As the process of preparing and working towards the installation is complex, the timeline has been divided into three phases. The first phase will involve a thorough research of the VMH photo archives. Once the photographs have been selected, they will be layered by visual and aural narratives through a study of literary and filmic texts and songs. Storytellers will be identified who can enrich the material with their tales and personal memories.
The second phase will include fieldwork comprising photo and audio-visual documentation of various parts of the city, in order to develop the visual and aural pool. This will form the database for the videos that will be displayed during the final installation. Phase two will end with an informal gathering titled Adda One at TENT art space, which will bring people together who will share their memories of the locality, based around a chosen theme.

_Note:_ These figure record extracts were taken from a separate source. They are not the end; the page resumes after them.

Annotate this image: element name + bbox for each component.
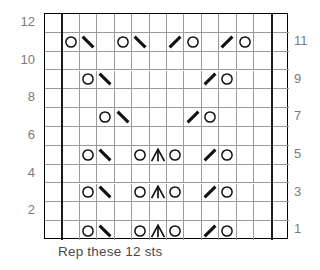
- chart-cell-r4-c10[interactable]: [202, 165, 219, 184]
- chart-cell-r5-c5[interactable]: [115, 146, 132, 165]
- chart-cell-r4-c7[interactable]: [150, 165, 167, 184]
- chart-cell-r12-c2[interactable]: [62, 14, 79, 33]
- chart-cell-r9-c10[interactable]: [202, 71, 219, 90]
- chart-cell-r12-c5[interactable]: [115, 14, 132, 33]
- chart-cell-r5-c13[interactable]: [254, 146, 271, 165]
- chart-cell-r7-c9[interactable]: [184, 108, 201, 127]
- chart-cell-r4-c1[interactable]: [45, 165, 62, 184]
- chart-cell-r12-c7[interactable]: [150, 14, 167, 33]
- chart-cell-r2-c5[interactable]: [115, 202, 132, 221]
- chart-cell-r6-c5[interactable]: [115, 127, 132, 146]
- chart-cell-r3-c2[interactable]: [62, 184, 79, 203]
- chart-cell-r1-c8[interactable]: [167, 221, 184, 240]
- chart-cell-r4-c8[interactable]: [167, 165, 184, 184]
- chart-cell-r12-c13[interactable]: [254, 14, 271, 33]
- chart-cell-r7-c1[interactable]: [45, 108, 62, 127]
- chart-cell-r8-c4[interactable]: [97, 89, 114, 108]
- chart-cell-r10-c2[interactable]: [62, 52, 79, 71]
- chart-cell-r9-c7[interactable]: [150, 71, 167, 90]
- chart-cell-r1-c13[interactable]: [254, 221, 271, 240]
- chart-cell-r1-c1[interactable]: [45, 221, 62, 240]
- chart-cell-r1-c5[interactable]: [115, 221, 132, 240]
- chart-cell-r1-c3[interactable]: [80, 221, 97, 240]
- chart-cell-r3-c8[interactable]: [167, 184, 184, 203]
- chart-cell-r9-c1[interactable]: [45, 71, 62, 90]
- chart-cell-r6-c1[interactable]: [45, 127, 62, 146]
- chart-cell-r10-c1[interactable]: [45, 52, 62, 71]
- chart-cell-r2-c12[interactable]: [237, 202, 254, 221]
- chart-cell-r2-c13[interactable]: [254, 202, 271, 221]
- chart-cell-r7-c4[interactable]: [97, 108, 114, 127]
- chart-cell-r2-c7[interactable]: [150, 202, 167, 221]
- chart-cell-r4-c12[interactable]: [237, 165, 254, 184]
- chart-cell-r10-c10[interactable]: [202, 52, 219, 71]
- chart-cell-r9-c5[interactable]: [115, 71, 132, 90]
- chart-cell-r3-c6[interactable]: [132, 184, 149, 203]
- chart-cell-r12-c8[interactable]: [167, 14, 184, 33]
- chart-cell-r2-c2[interactable]: [62, 202, 79, 221]
- chart-cell-r6-c4[interactable]: [97, 127, 114, 146]
- chart-cell-r5-c11[interactable]: [219, 146, 236, 165]
- chart-cell-r11-c10[interactable]: [202, 33, 219, 52]
- chart-cell-r11-c4[interactable]: [97, 33, 114, 52]
- chart-cell-r11-c12[interactable]: [237, 33, 254, 52]
- chart-cell-r3-c9[interactable]: [184, 184, 201, 203]
- chart-cell-r11-c3[interactable]: [80, 33, 97, 52]
- chart-cell-r1-c7[interactable]: [150, 221, 167, 240]
- chart-cell-r3-c5[interactable]: [115, 184, 132, 203]
- chart-cell-r7-c6[interactable]: [132, 108, 149, 127]
- chart-cell-r6-c9[interactable]: [184, 127, 201, 146]
- chart-cell-r8-c5[interactable]: [115, 89, 132, 108]
- chart-cell-r7-c2[interactable]: [62, 108, 79, 127]
- chart-cell-r4-c2[interactable]: [62, 165, 79, 184]
- chart-cell-r3-c4[interactable]: [97, 184, 114, 203]
- chart-cell-r9-c3[interactable]: [80, 71, 97, 90]
- chart-cell-r3-c12[interactable]: [237, 184, 254, 203]
- chart-cell-r10-c7[interactable]: [150, 52, 167, 71]
- chart-cell-r7-c7[interactable]: [150, 108, 167, 127]
- chart-cell-r1-c4[interactable]: [97, 221, 114, 240]
- chart-cell-r1-c10[interactable]: [202, 221, 219, 240]
- chart-cell-r4-c11[interactable]: [219, 165, 236, 184]
- chart-cell-r9-c9[interactable]: [184, 71, 201, 90]
- chart-cell-r2-c1[interactable]: [45, 202, 62, 221]
- chart-cell-r9-c13[interactable]: [254, 71, 271, 90]
- chart-cell-r10-c6[interactable]: [132, 52, 149, 71]
- chart-cell-r8-c13[interactable]: [254, 89, 271, 108]
- chart-cell-r5-c12[interactable]: [237, 146, 254, 165]
- chart-cell-r2-c9[interactable]: [184, 202, 201, 221]
- chart-cell-r10-c5[interactable]: [115, 52, 132, 71]
- chart-cell-r6-c13[interactable]: [254, 127, 271, 146]
- chart-cell-r10-c11[interactable]: [219, 52, 236, 71]
- chart-cell-r12-c4[interactable]: [97, 14, 114, 33]
- chart-cell-r10-c9[interactable]: [184, 52, 201, 71]
- chart-cell-r12-c1[interactable]: [45, 14, 62, 33]
- chart-cell-r11-c8[interactable]: [167, 33, 184, 52]
- chart-cell-r11-c9[interactable]: [184, 33, 201, 52]
- chart-cell-r6-c6[interactable]: [132, 127, 149, 146]
- chart-cell-r3-c11[interactable]: [219, 184, 236, 203]
- chart-cell-r9-c8[interactable]: [167, 71, 184, 90]
- chart-cell-r12-c11[interactable]: [219, 14, 236, 33]
- chart-cell-r10-c4[interactable]: [97, 52, 114, 71]
- chart-cell-r2-c4[interactable]: [97, 202, 114, 221]
- chart-cell-r3-c3[interactable]: [80, 184, 97, 203]
- chart-cell-r8-c9[interactable]: [184, 89, 201, 108]
- chart-cell-r11-c2[interactable]: [62, 33, 79, 52]
- chart-cell-r8-c8[interactable]: [167, 89, 184, 108]
- chart-cell-r4-c5[interactable]: [115, 165, 132, 184]
- chart-cell-r11-c6[interactable]: [132, 33, 149, 52]
- chart-cell-r10-c3[interactable]: [80, 52, 97, 71]
- chart-cell-r8-c6[interactable]: [132, 89, 149, 108]
- chart-cell-r9-c4[interactable]: [97, 71, 114, 90]
- chart-cell-r10-c12[interactable]: [237, 52, 254, 71]
- chart-cell-r9-c2[interactable]: [62, 71, 79, 90]
- chart-cell-r4-c6[interactable]: [132, 165, 149, 184]
- chart-cell-r4-c9[interactable]: [184, 165, 201, 184]
- chart-cell-r1-c2[interactable]: [62, 221, 79, 240]
- chart-cell-r6-c7[interactable]: [150, 127, 167, 146]
- chart-cell-r11-c1[interactable]: [45, 33, 62, 52]
- chart-cell-r5-c1[interactable]: [45, 146, 62, 165]
- chart-cell-r4-c13[interactable]: [254, 165, 271, 184]
- chart-cell-r1-c11[interactable]: [219, 221, 236, 240]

Phase three will include another gathering titled Adda Two which will be organised in an iconic cinema hall. Both Addas will be documented and some of the footage used as content for the videos. Short videos, audio-visual material, video-essay and video art will all be created during this phase. The final phase will also involve the actual planning and building of the installation. As mentioned earlier, the rhizome imagery will inform the mode of presentation and the structural design of the installation. At the moment, the framework of the on-site installation at VMH is envisaged as a maze-like structure made of bamboos and ropes that will reference the road maps of Kolkata. The aim is to build a simple navigable space that evokes the sense of a labyrinth, of a city that is centre-less, with multiple entryways and exits and with its own lines of flight. The final installation will be accompanied by lectures and talks at VMH by social scientists, urban historians, media and cultural theorists who will inspire the audience to think and imagine worlds beyond the existing frameworks.
The outcome of the project will be the exhibition and talks and lectures at the VMH. The deliverables to IFA with the final report are the documentation of the exhibition, recordings of the talks and lectures and other textual material if any.
IFA will ensure that the implementation of this project happens in a timely manner and funds expended are accounted for. IFA will also review the progress of the project at midterm and document it through an Implementation Memorandum. After the project is finished and all deliverables are submitted, IFA will put together a Final Evaluation to share with Trustees.
(*Gilles Deleuze and Felix Guattari, A thousand plateaus: Capitalism and schizophrenia. B. Massumi (Trans.). Minneapolis: University of Minnesota Press (1987).)
This project is part-supported by Goethe-Institut / Max Mueller Bhavan New Delhi.